After a terrific Fat Tuesday it’s time for Ash Wednesday … as in Empire of Ash, the awful series of post-apocalypse movies. From Canada! Brave the Canuckalypse with me!
EMPIRE OF ASH (1988) – Also released as Maniac Warriors, this post-apocalypse movie is, as you would expect, another of the 1980s’ countless imitators of The Road Warrior. In Empire of Ash our year is 2050 and our main location is an American settlement called New Idaho, with Canadian forests passing for the post-holocaust world. All cities have become uninhabitable so survivalists scrape by in woodland communities.
The plague that destroyed civilization is a blood disease and it continues to be one of the biggest threats, along with the usual mutants and rampaging, gun-wielding gangs. There are some scattered scientists trying to come up with a cure for the blood disease but there are also evil sufferers of the disease who prey upon the unafflicted by consuming their blood and bone marrow to survive a little bit longer.
The disease-ridden have been organized into a bizarre religion and they consider the plague to be God’s vengeance, just like AIDS was being called by assorted zealots at this point in the 80s. The religion and government are run by a preacher called the Great Shepherd (Frank Wilson). Before draining the blood and marrow of “pure-bloods” they baptize them as human sacrifices. Continue reading

ALIEN OUTLAW (1985) – Starring Kari Anderson. Written and directed by Smoot … PHIL Smoot (Da dut da DAAA/ Da da-da). Phil was one Smoot operator and showed the imagination that low-budget filmmakers so often demonstrate but whose lack of financial resources prevents them from fully bringing that imagination to life.
With Alien Outlaw, Smoot showed the Owensby influence: North Carolina locations, meandering scenes that begged to be edited down and lots of annoying Southern-Fried humor that wouldn’t have made the cut on Hee Haw. On the plus side he also demonstrated a flair for fun B-movie premises that mixed genres.
Alien Outlaw mixed Western elements with science fiction in a way that made you root for the film, despite the way Phil Smoot defeated himself at every turn. The potential was here to craft a fun, slick, modest money-maker which played like a Western version of a Tom Baker-era episode of Doctor Who. And with a butt-kicking female lead.
THE BLOOD DRINKERS (1964) Also released as The Vampire People and Kulay Dugo Ang Gabi, this was the very first COLOR horror film made in the Philippines.
GOLDRAIDERS (1982) – A plane carrying two hundred million dollars in gold (in 1980s money) gets shot down over Thailand and lands in the jungle. A blandly-dubbed Robert Ginty plays Mark Banner, part of a hastily-assembled team sent in to recover the gold.
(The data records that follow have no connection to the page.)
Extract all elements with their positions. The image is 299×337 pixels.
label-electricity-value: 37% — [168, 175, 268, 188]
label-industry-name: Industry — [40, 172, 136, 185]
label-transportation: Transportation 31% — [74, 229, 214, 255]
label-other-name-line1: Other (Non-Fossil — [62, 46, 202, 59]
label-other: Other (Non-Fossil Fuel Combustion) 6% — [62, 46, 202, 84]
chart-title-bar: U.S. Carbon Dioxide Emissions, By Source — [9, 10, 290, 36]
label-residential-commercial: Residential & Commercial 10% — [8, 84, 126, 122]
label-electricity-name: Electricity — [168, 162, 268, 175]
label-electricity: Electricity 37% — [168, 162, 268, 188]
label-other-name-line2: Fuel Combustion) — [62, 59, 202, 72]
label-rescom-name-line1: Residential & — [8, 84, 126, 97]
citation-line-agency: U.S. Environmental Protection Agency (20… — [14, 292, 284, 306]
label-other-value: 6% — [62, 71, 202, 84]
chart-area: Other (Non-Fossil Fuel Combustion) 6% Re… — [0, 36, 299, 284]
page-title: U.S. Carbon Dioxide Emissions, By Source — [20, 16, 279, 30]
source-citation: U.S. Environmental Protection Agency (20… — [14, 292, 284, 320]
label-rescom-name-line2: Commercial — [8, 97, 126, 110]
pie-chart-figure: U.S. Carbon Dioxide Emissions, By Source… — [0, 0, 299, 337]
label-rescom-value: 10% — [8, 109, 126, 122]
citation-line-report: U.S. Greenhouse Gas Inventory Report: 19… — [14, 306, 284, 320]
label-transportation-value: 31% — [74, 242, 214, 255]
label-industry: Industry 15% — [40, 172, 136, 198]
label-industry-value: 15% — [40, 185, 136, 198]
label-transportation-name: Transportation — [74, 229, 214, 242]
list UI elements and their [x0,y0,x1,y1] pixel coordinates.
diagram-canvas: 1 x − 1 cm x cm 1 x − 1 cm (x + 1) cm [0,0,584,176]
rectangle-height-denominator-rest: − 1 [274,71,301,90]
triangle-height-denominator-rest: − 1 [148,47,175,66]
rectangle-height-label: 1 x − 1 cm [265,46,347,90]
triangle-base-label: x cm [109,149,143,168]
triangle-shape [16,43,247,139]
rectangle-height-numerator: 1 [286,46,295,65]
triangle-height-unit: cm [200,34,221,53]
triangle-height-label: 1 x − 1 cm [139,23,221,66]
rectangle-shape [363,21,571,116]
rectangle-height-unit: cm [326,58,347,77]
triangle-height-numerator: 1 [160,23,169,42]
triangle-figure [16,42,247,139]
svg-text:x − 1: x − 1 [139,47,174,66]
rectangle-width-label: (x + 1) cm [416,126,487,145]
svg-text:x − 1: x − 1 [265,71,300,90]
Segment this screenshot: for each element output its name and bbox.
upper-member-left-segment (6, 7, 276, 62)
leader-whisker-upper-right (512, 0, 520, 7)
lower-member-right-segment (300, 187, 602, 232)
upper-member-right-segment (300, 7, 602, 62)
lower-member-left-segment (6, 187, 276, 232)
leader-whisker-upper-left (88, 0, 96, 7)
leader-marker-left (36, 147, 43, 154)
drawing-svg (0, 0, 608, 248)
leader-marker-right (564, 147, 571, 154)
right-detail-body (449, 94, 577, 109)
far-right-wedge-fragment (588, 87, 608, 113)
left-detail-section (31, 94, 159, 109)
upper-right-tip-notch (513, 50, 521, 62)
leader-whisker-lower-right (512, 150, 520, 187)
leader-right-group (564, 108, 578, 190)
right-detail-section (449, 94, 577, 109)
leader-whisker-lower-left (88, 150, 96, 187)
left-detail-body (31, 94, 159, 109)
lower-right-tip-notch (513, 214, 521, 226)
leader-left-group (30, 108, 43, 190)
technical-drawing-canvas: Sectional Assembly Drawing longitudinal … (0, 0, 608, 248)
Sarah Langenfeld is our hero’s leading lady this time around.
May 14th will see the Scream Factory releasing Blu-Ray editions of Quatermass II: Enemy from Space plus Quatermass and the Pit. NOTE: These are the THEATRICAL RELEASE versions. If you want the original 1950s British television versions of the Quatermass Serials they are available but sometimes just on Region 2 DVD.
SCARAB (1983) – Robert Ginty AND Rip Torn … TOGETHER! Somebody pinch me! A Spanish horror film that does NOT star Paul “Jacinto Molina” Naschy! Somebody pinch me!
The world fell in love with him as “Artichoke Picker” in Bound For Glory and the rest, as they say, is history! All kidding aside, I think Robert Ginty’s actual life was a hell of a lot more entertaining than any of his movies or television shows. As a musician he performed with Hendrix, Hooker and others. In his acting career he showed up in some high quality productions.
WHITE FIRE (1985) – CASTING DIRECTOR: Let’s see … the hero of this Turkish-made action flick is an international smuggler who uses a chainsaw to fight rival criminals and is so hot for his own sister that he eventually pays to have a prostitute transformed via plastic surgery into a duplicate of his sister then oinks and boinks with her … (snaps fingers) Get Robert Ginty on the phone, NOW!
THE EXTERMINATOR (1980) – How can you NOT like a movie in which a standard bad-ass street vigilante uses a FLAME THROWER to kill the criminals he targets?
CHROME AND HOT LEATHER (1971) THE one and only Marvin Gaye made his big-screen debut in this relentlessly absurd example of the bad biker films of the 1960s and 1970s.
Dennis Quaid aka Furious DQ is the subject of this list of brief film reviews. Ignore Buzzfeed reports that Dairy Queen (DQ) is partnering with Balladeer’s Blog to sponsor a Dennis Quaid Film Festival in Rio. In fact, you should just ignore ALL Buzzfeed reports, period, at this point.